Why Afrikaans simplified this
Afrikaans descends from seventeenth-century Dutch but underwent heavy regularisation, partly through contact with second-language speakers at the Cape. The hebben/zijn alternation is exactly the sort of irregular, hard-to-predict rule that levels out under such pressure: learners generalise the more frequent auxiliary. The winner was het for all active perfects. The result is that Afrikaans is more regular than Dutch here — which is good news, because there is simply less to remember. The split survives only in the active/passive contrast, which is a meaning difference, not arbitrary verb-class membership. For more on what Afrikaans kept and dropped from Dutch, see relationship to Dutch.
Common mistakes
❌ Ek is na die winkel gegaan.
Incorrect — Dutch zijn-transfer; active motion takes het.
✅ Ek het na die winkel gegaan.
I went to the shop.
❌ Sy is gisteraand gekom.
Incorrect — kom is active here; use het.
✅ Sy het gisteraand gekom.
She came last night.
❌ Die hond is in die dam geval.
Incorrect — the dog is the active subject of falling; use het.
✅ Die hond het in die dam geval.
The dog fell into the pond.
❌ Ons is by die hotel gebly.
Incorrect — bly is active; the auxiliary is het.
✅ Ons het by die hotel gebly.
We stayed at the hotel.
❌ Die kinders is stad toe geloop.
Incorrect — loop is active motion; het, not is.
✅ Die kinders het stad toe geloop.
The children walked into town.
Key takeaways
- Afrikaans uses het for every active perfect — there is no zijn-style motion-verb exception inherited from Dutch.
- The Dutch hebben/zijn split is the source of the error: ik ben gegaan → Ek het gegaan; zij is gekomen → Sy het gekom.
- Watch the classic motion verbs — gaan, kom, loop, val, bly, ry — these are precisely the ones that take zijn in Dutch and therefore tempt you into is.
- Perfect is survives in Afrikaans only for the passive (die brief is gepos), where there is no acting subject.
- The one diagnostic question: is the subject doing the action (→ het) or having it done to it (→ is)?
Now practice Afrikaans
Reading grammar gets you part of the way.

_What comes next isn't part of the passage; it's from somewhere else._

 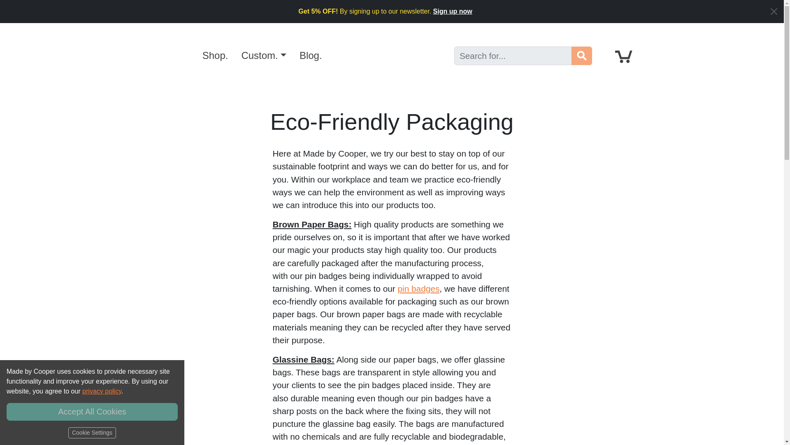 I want to click on Search, so click(x=582, y=56).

The exercises are where it sticks — free, no signup needed.
Start learning Afrikaans→Related Topics
- Choosing the Perfect Auxiliary: hetB1 — Afrikaans uses het as the perfect auxiliary for every active verb — there is no hebben/zijn or haben/sein split — and the only is + participle you ever meet is the passive, not an active perfect.

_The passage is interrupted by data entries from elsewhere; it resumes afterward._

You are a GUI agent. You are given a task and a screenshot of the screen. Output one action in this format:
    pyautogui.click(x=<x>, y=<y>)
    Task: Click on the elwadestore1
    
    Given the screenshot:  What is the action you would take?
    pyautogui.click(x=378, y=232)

- het vs is in the PerfectB1 — Afrikaans builds every active perfect with het — there is no hebben/zijn split — and is + participle is only the passive or a stative result, so the het/is line is simply the active/passive line.
- Afrikaans and Dutch: A Grammatical ComparisonB2 — Afrikaans is the most analytic Germanic language — a daughter of 17th-century Dutch that kept Dutch syntax but shed almost all of its inflection.

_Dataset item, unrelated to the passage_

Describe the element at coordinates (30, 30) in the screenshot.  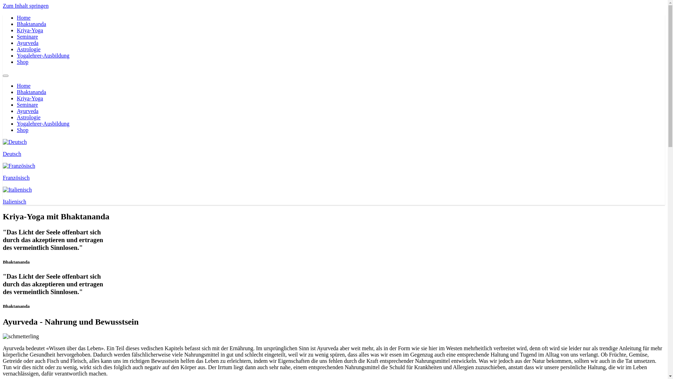
I see `Kriya-Yoga` at that location.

- Dutch False FriendsB2 — Words that look identical in Afrikaans and Dutch but mean different things — the insidious traps that catch Dutch speakers precisely because the two languages are so close.
- Dutch Transfer: dan vs as for 'than'A2 — Why Dutch speakers say groter dan when Afrikaans demands groter as — a clean reversal of the two languages' words for 'than', and why dan in Afrikaans only ever means 'then'.